This weekend on Fox News something startling was said by Bill Kristol, the father of the neo-conservative movement and co-founder of PNAC (Project for the New American Century):
If this election is just about the last four years, that’s a muddy verdict. Bush was president during the financial meltdown. The Obama team has turned that around pretty well.
Kristol continued, on the Romney campaign:
If they just go back to mindlessly reminding people for the 5,000th time, ‘Guess what? The economy’s not great,’ they will waste the next 10 days.
Cracks have been appearing in the Teapublican bubble since the RNC convention. Two weeks ago, there was this epic battle between John McCain and Sean Hannity, the establishment candidate versus a mouthpiece for the Tea Party:
And just last week the co-chair of the Romney campaign, Tim Pawlenty, quit the campaign to become a lobbyist on Wall Street.
And then there were prominent conservative columnists, speech writers and even current GOP candidates distancing themselves from Romney’s 47% speech (he may be the first presidential candidate to be in history books for a percentage).
Like most Dems, watching the spectacle of right-wingers piling-on the Romney campaign gives me a great amount of joy (yes “joy”). Queen Ann’s “stop-it!” command hasn’t done much to get the Romney subjects in line, either. It may just be that the same “qualities” in the Romneys that left them hated by the 2008 and 2012 GOP candidates have been grinding away the support Mitt and Ann expected to receive from the party faithful. Its even possible that the Romney superiority complex that’s the norm at dinner parties for the rich and famous (or in the case of the Romneys, the rich and shameless) is a turn-off for rank-and-file Republicans. As a comedian said this weekend, the Queen of England is still popular with the common folk because she rarely speaks to them. But it looks to me as though the Romneys aren’t about to be silenced by commoners in the GOP and their arrogance could make this a fun and bumpy ride.
Prediction: The right-wing decides that Romney was a huge mistake, stops putting good money after bad, and looks to a Republican presidency in 2016. They gradually pull their support and let Romney’s campaign wither on the vine while moving resources into House and Gubernatorial races. Republicans keep control of the House and continuing government gridlock stymies a second Obama term and keeps economic growth in low or negative numbers. After four more years of joblessness, and after multiple 5-4 SCOTUS rulings in favor of conservative voter id laws, the GOP runs party favorites like Chris Christie or Jeb Bush in 2016.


■ What the task requires:
Set the pictures aside and set down only the lines from the line holding "screen is 1024w" through the end of the entries below, ends included.

======== Dataset entries ========

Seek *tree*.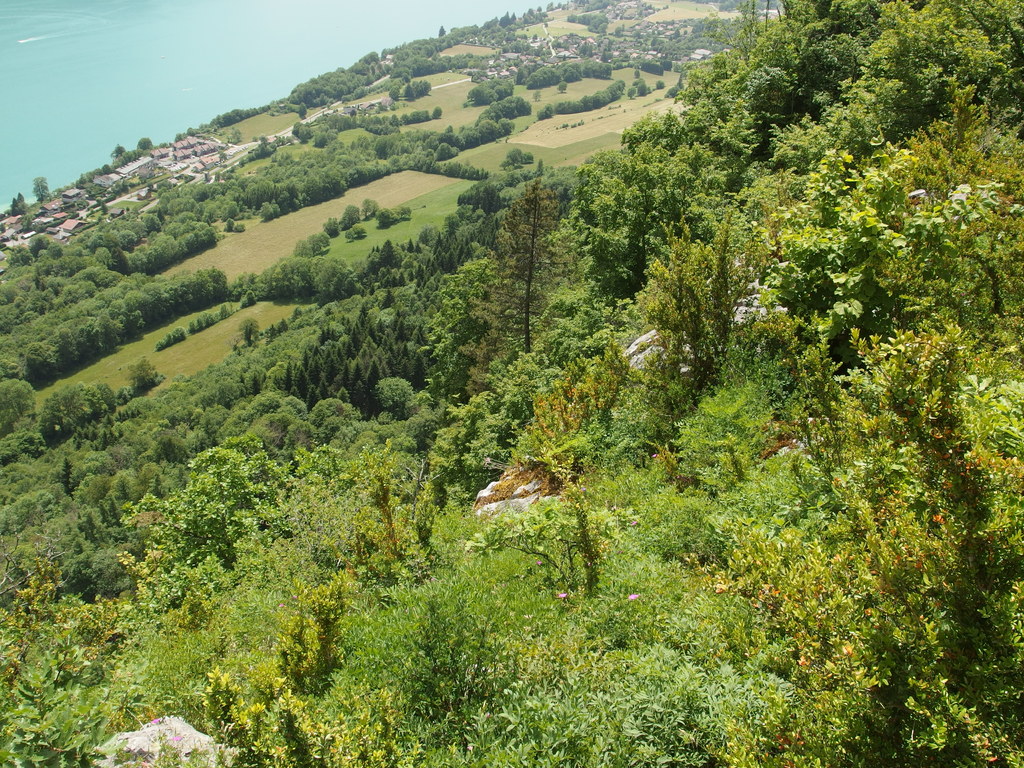
<region>455, 180, 578, 388</region>.
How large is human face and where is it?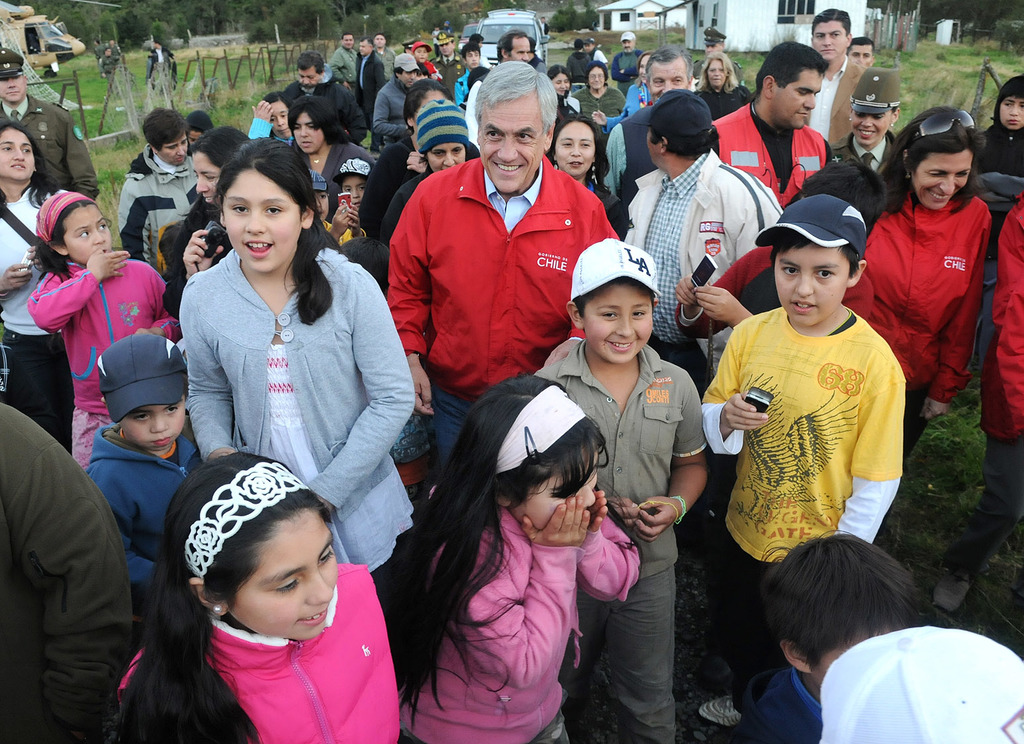
Bounding box: 64, 209, 110, 264.
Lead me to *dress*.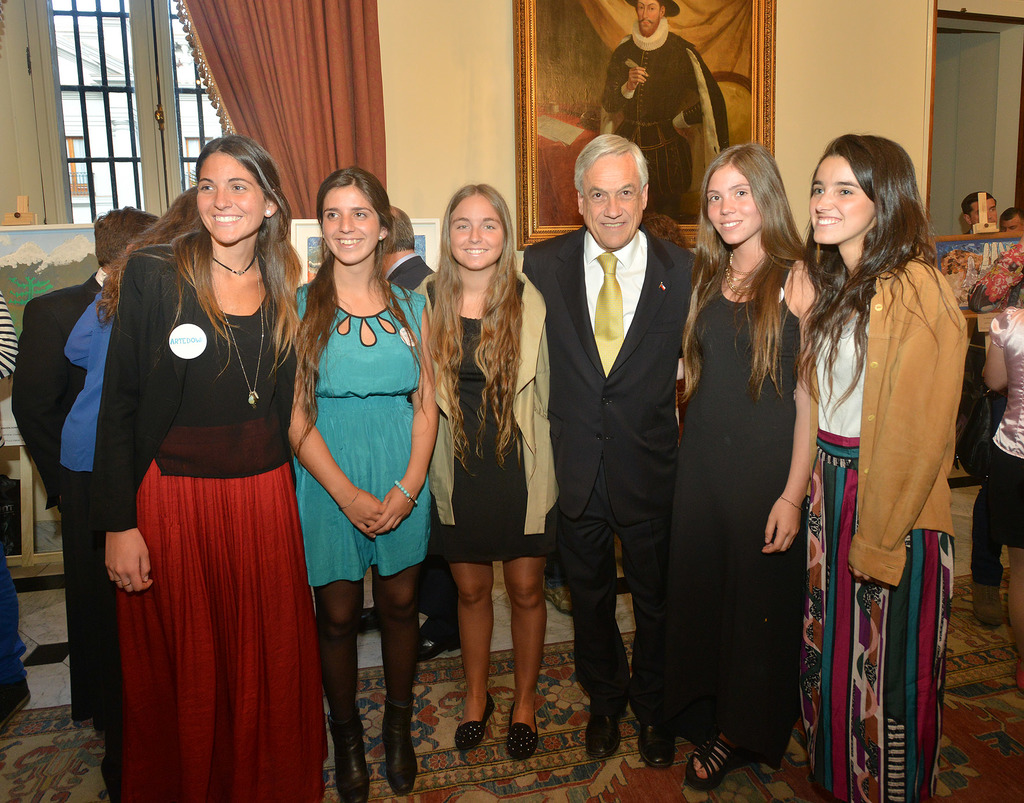
Lead to <box>798,259,972,794</box>.
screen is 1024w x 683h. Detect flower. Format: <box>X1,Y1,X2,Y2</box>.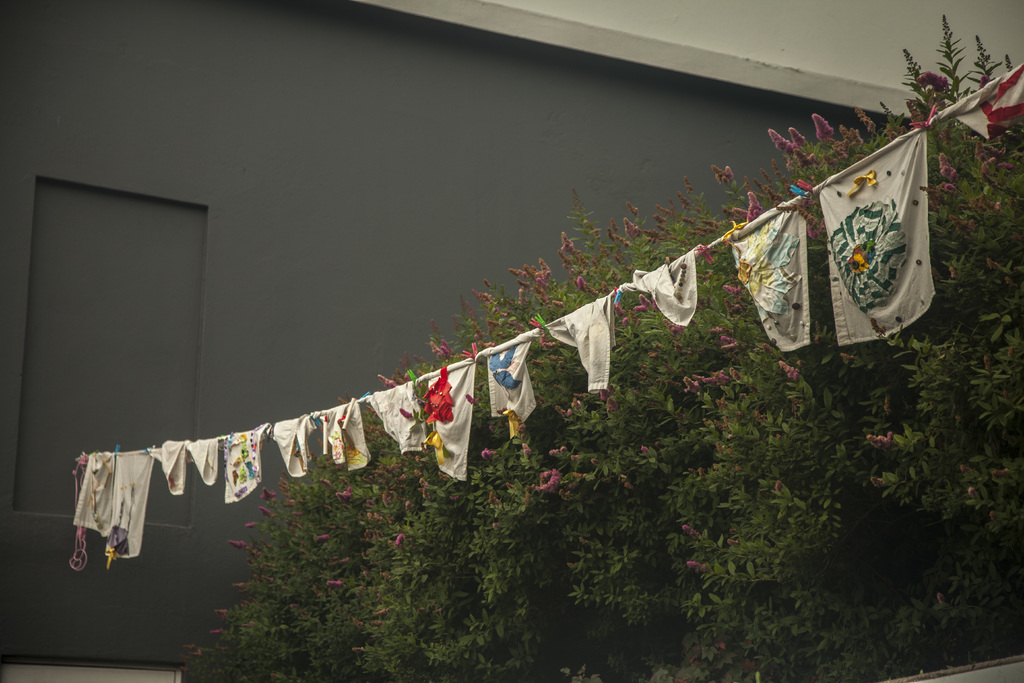
<box>961,465,979,478</box>.
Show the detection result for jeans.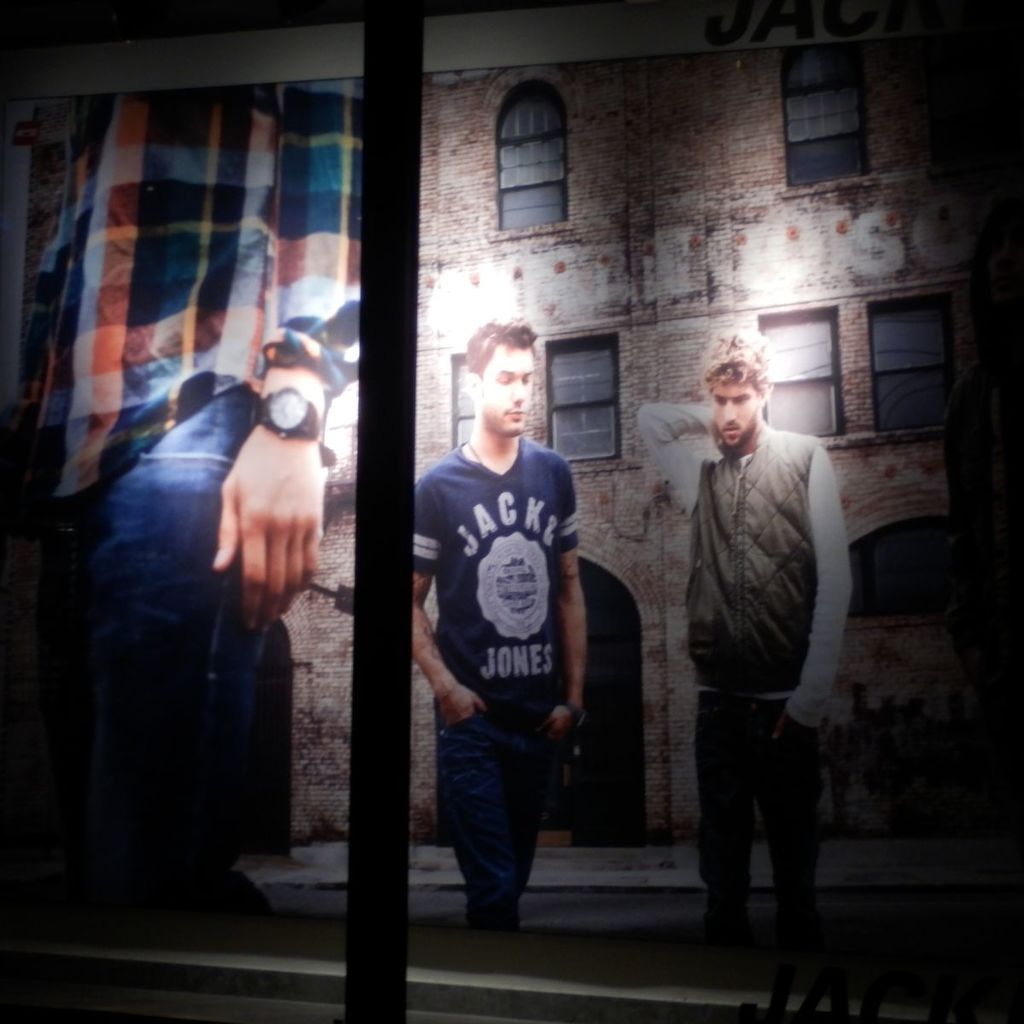
[x1=0, y1=384, x2=270, y2=913].
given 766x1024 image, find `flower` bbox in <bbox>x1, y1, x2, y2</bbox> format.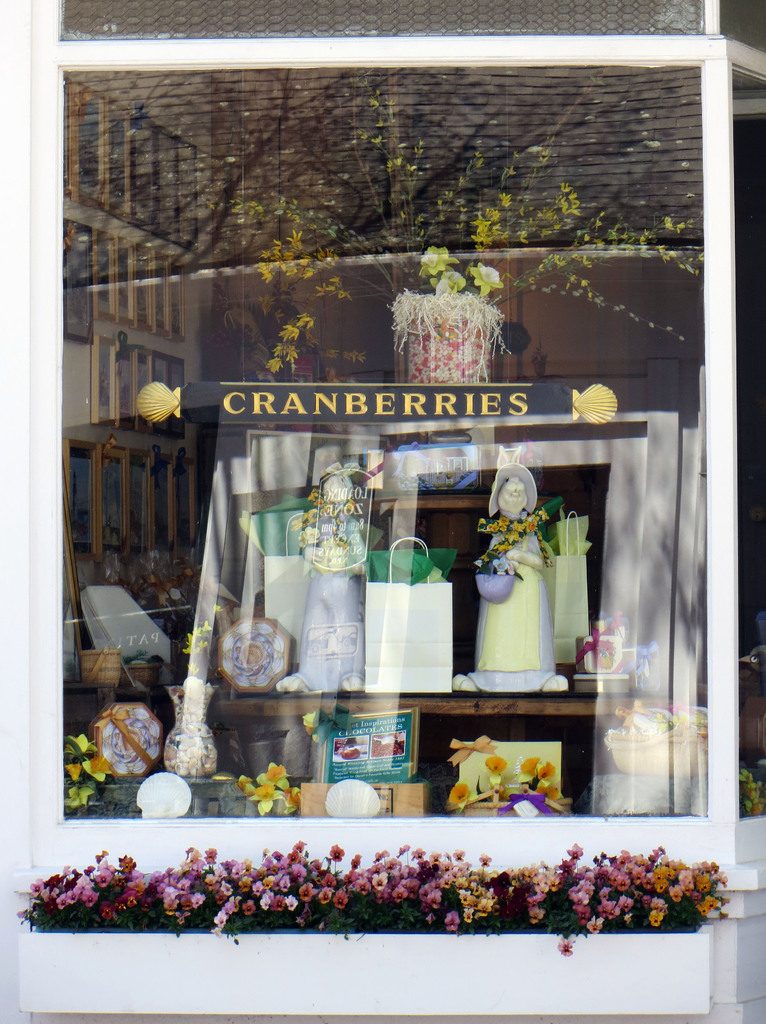
<bbox>65, 785, 97, 808</bbox>.
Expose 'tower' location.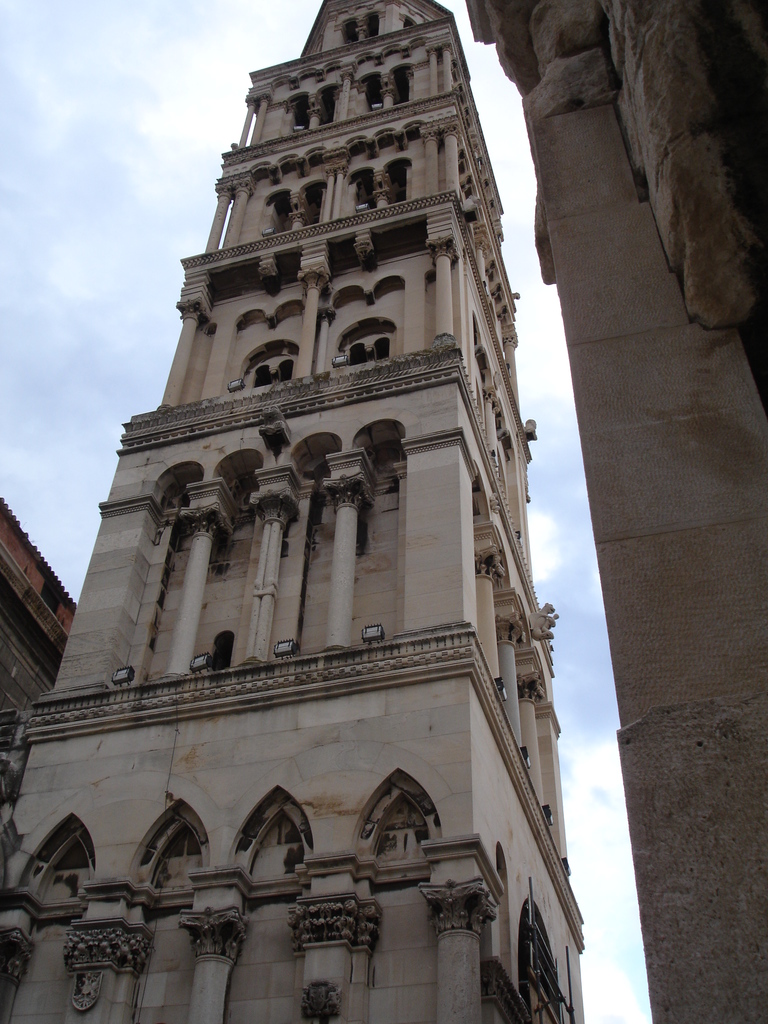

========

■ Solution to this task:
screen is 1024w x 683h. Detect flower. Format: <box>X1,Y1,X2,Y2</box>.
<box>961,465,979,478</box>.
Show the detection result for jeans.
[x1=0, y1=384, x2=270, y2=913].
given 766x1024 image, find `flower` bbox in <bbox>x1, y1, x2, y2</bbox> format.
<bbox>65, 785, 97, 808</bbox>.
Expose 'tower' location.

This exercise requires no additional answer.